As World War I drew to a close, as many as half a million Armenians found refuge in Syria, settling among with their co-religionists in Aleppo, Damascus and Beirut. When the modern Republic of Turkey was established in 1923, 10,000 Kurds from Turkey fled across the border into Syria choosing to escape from the forced secularism of Kemal Ataturk’s new Turkey. The Inter War French mandate over Syria saw a continuation of these processes, with waves of Assyrian Christians entering the country in the 1930s seeking asylum and safety from deplorable conditions in Iraq with the return by the British of their mandate to the League of Nations. All these forced migrants were granted citizenship in the new Syrian state. And then in the late 1940s, Syria was the safe harbor for over 100,000 Palestinians fleeing the ‘Nakba’ and the creation of the state of Israel. It is hardly an exaggeration to say that the modern ‘truncated’ Syrian state, carved out of Greater Syria by the League of Nations in 1920 and granted full independence in 1946, was a place of refuge for hundreds of thousands, if not millions, of ethno-religious minorities uprooted from their homelands near and far as a result of war, of arbitrary lines drawn across maps, and ethno-sectarian strife.

Even in the early 21st century, Syria admitted over a million Iraqi refugees into its country hosting them as ‘temporary guests’ and brother Arabs. As long as they and other refugees from Afghanistan, Sudan, Somalia, and Eritrea conducted their business without crossing any ‘red lines’ they were tolerated by the Syrian Ba’thi state.  The Arab and Syrian institution of hospitality and refuge meant that, until 2011, the humanitarian aid regime did not have to deal with a mass influx into Europe of Iraqi or other refugees from the Arab world into Europe.

IA-Forum: Middle Eastern countries that have been highly impacted by the crisis include Lebanon, Jordan, and Turkey.  How would you characterize management of Syrian refugees for each of these countries? 

Professor Dawn Chatty: Both Lebanon and Jordan have been assisted by the UN Agency for Refugees and have benefited from an international donor response of nearly £2 billion in aid.  This, however, is far short of the sums pledged and represents a shortfall of 60 % of required financing in order to provide meaningful assistance to the most needy. Syrians in both Jordan and Lebanon have great trouble managing to survive with dignity.
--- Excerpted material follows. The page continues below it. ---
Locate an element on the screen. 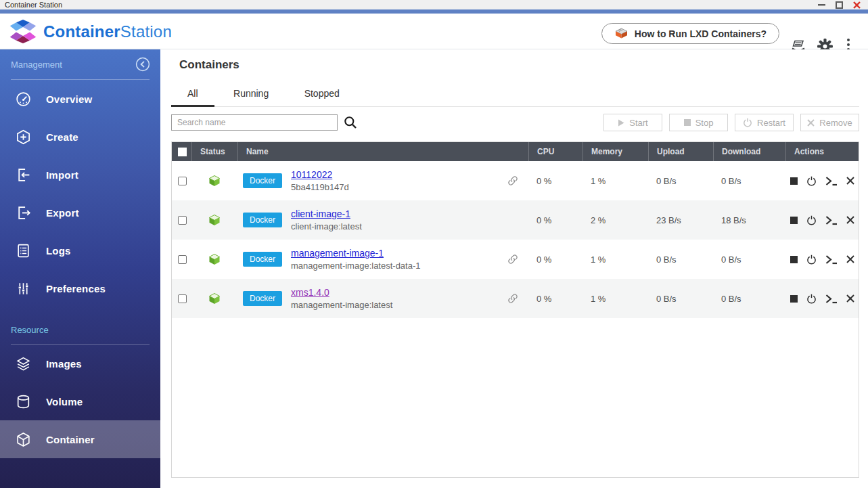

They are not allowed to work and must depend whole wholly on UN assistance or work illegally and risk being caught and deported or sent to one of the UN refugee camps – which many Syrians regard as nothing more than open air prisons. Turkey, on the other hand the only country to have signed the 1951 Convention on the status of Refugees has provided assistance to Syrians both in  5* refugee camps and  among the rural and urban areas where they have self-settled.  This has been managed by AFAD (Disaster and Emergency Management Presidency), the special department for emergency relief, which is part of the office of the Turkish Prime Minister.

IA-Forum: What measures have been taken – and are lacking – in the development Syrian refugee youth in host countries?

Professor Dawn Chatty: Although ‘No Lost Generation’ is a United Nations initiative lead by UNICEF and includes important international and national non-government organizations such as Save the Children, USAID UKAID, Mercy Corps and SIDA, the main focus is, surprisingly is on the children up to about age 12. Refugee youth are largely ignored in this initiative.

Read this rest of the interview and more in the latest issue of  International Affairs Forum, focusing on migration and statelessness by clicking HERE.